Donations are good but it's naive to think people will just donate the money they don't deserve to those who do.
ok and if you work your ass off for your entire life and live in poverty your entire life i guess you deserve it too
Good point, but I think that should not happen unless if you were born into it, or you didn't complete school and don't have the credentials for a high paying job.
Should as in you think it should be prevented from happening, or you think it won't happen? The fact is that it does happen. Many people who are perfectly capable of working also can't get jobs because unemployment is a fundamental market mechanism in capitalism which acts to keep wages in 'balance'.
Yes, so building a prosperous conglomerate means that you don't deserve a penny that you make.

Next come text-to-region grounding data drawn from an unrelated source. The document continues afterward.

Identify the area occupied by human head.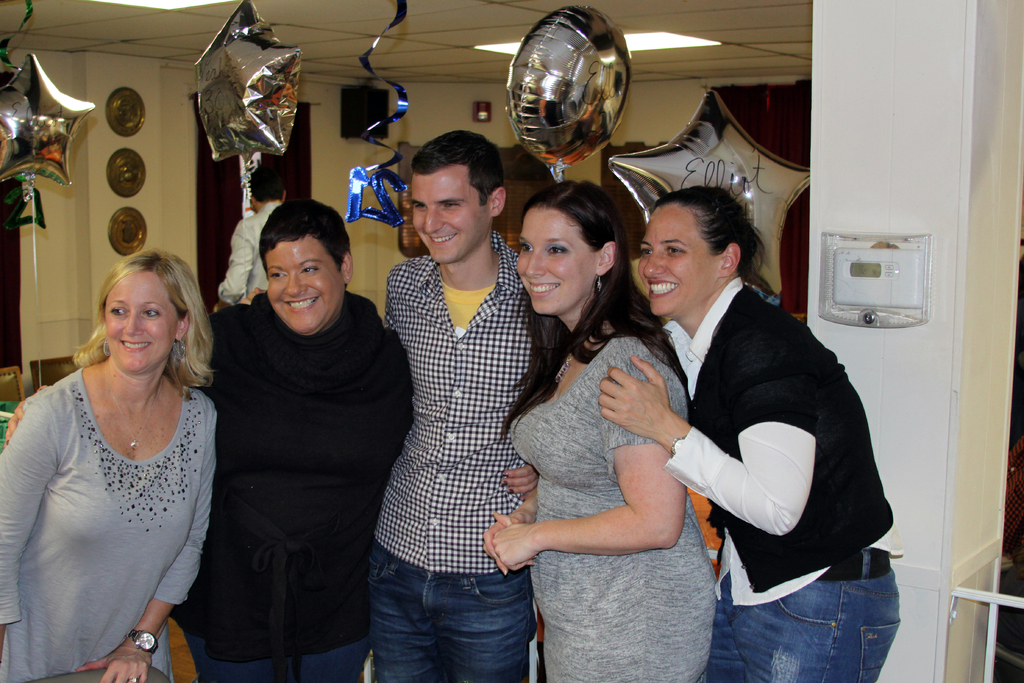
Area: <bbox>639, 186, 757, 315</bbox>.
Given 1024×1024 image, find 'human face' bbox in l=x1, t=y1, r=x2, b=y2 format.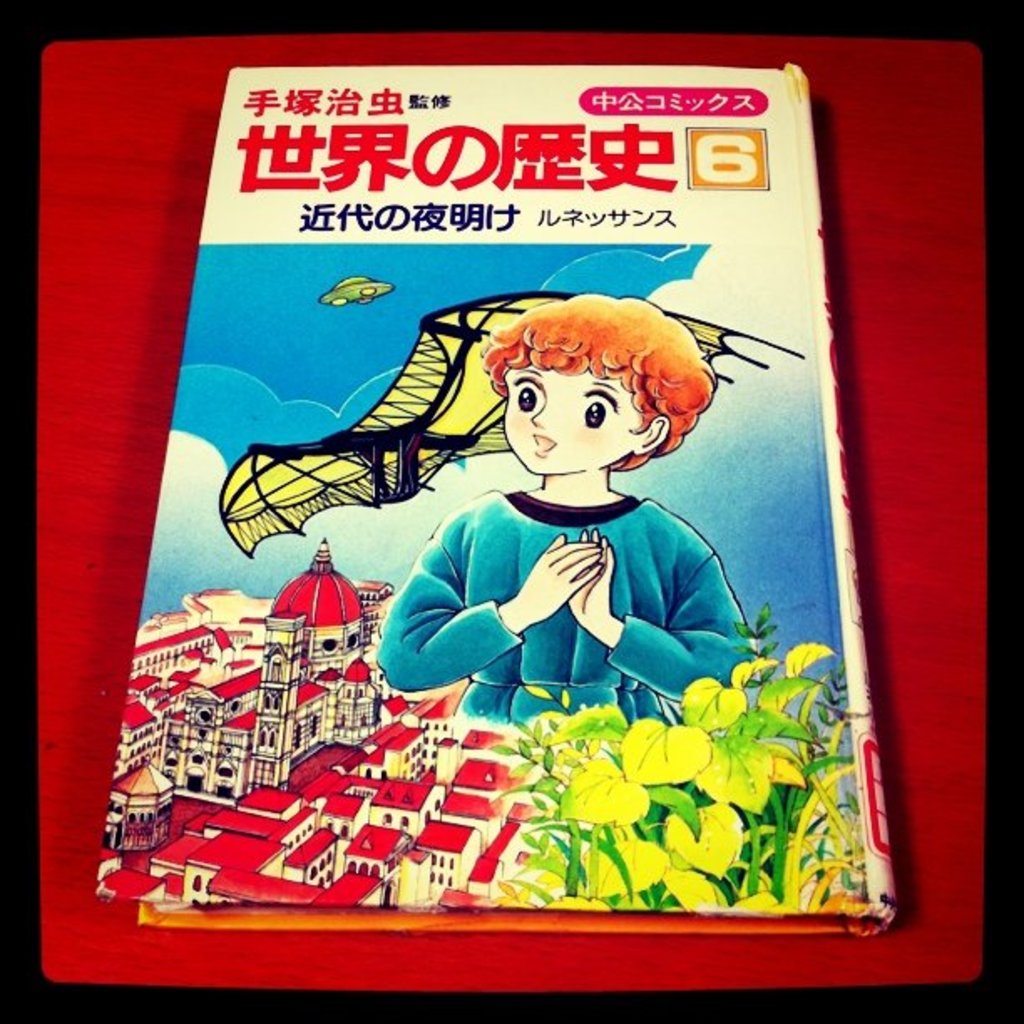
l=504, t=375, r=641, b=470.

Again as I pointed out earlier, this is a naive view of money and value. Capitalists do not make the value they end up with in form of money. It is well explained here:
Imagine a worker who is hired for an hour and paid $10. Once in the capitalist's employ, the capitalist can have him operate a boot-making machine using which the worker produces $10 worth of work every fifteen minutes. Every hour, the capitalist receives $40 worth of work and only pays the worker $10, capturing the remaining $30 as gross revenue. Once the capitalist has deducted fixed and variable operating costs of (say) $20 (leather, depreciation of the machine, etc.), he is left with $10. Thus, for an outlay of capital of $30, the capitalist obtains a surplus value of $10; his capital has not only been replaced by the operation, but also has increased by $10.

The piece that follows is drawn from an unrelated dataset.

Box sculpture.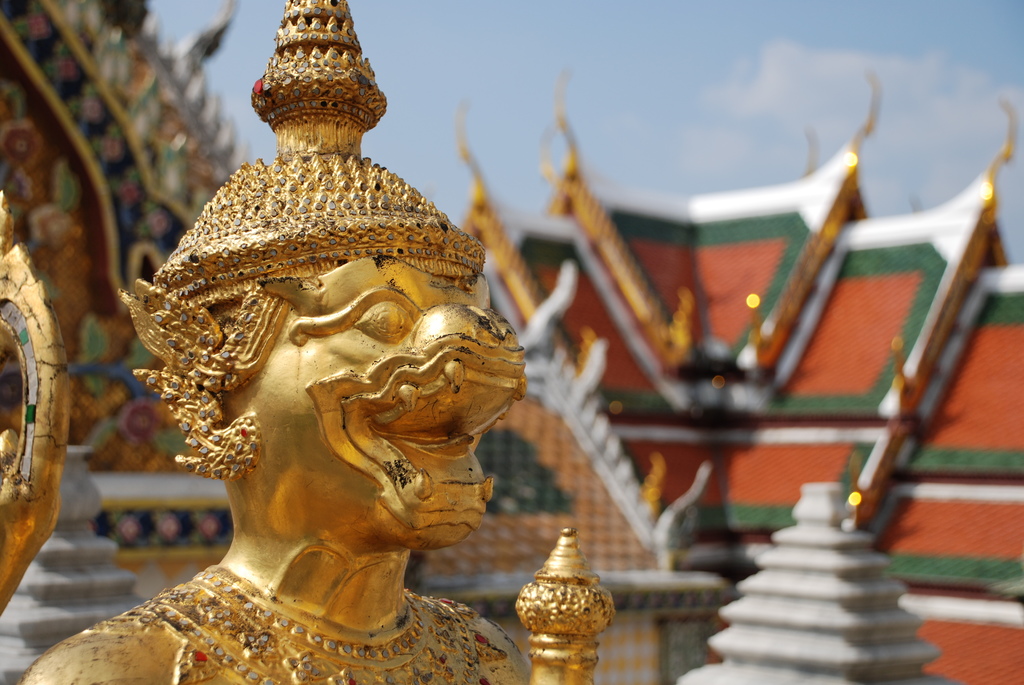
<bbox>0, 0, 623, 684</bbox>.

The worker cannot capture this benefit directly because he has no claim to the means of production (e.g. the boot-making machine) or to its products, and his capacity to bargain over wages is restricted by laws and the supply/demand for wage labour. Hence the rise of trade unions which aim to create a more favourable bargaining position through collective action by workers.
http://en.wikipedia.org/wiki/Surplus_valueOf course, you can donate money to the poor. I have no problem with donating money, as long as I am not financially thin myself. I DO believe that poor people don't deserve the horrible lives that they live, but why bring everyone else down with them and make the problem worse? I think communism is practical and very humane in theory, but not effective in reality. Trying to be realistic.
You don't bring everyone else down to the poorest - you bring the rich down and the poor up - if considering those 88, 3,500,000,000 people would have twice as much wealth while 88 would be poorer. If you want to turn that into bringing everyone down to the level of the poorest you need to give some reasoning for that.
I often see the argument that 'communism/socialism is a nice theory but doesn't work in practice', but I also can't reply to it when there isn't given any reason for why that should be the case. I could merely say the same about capitalism.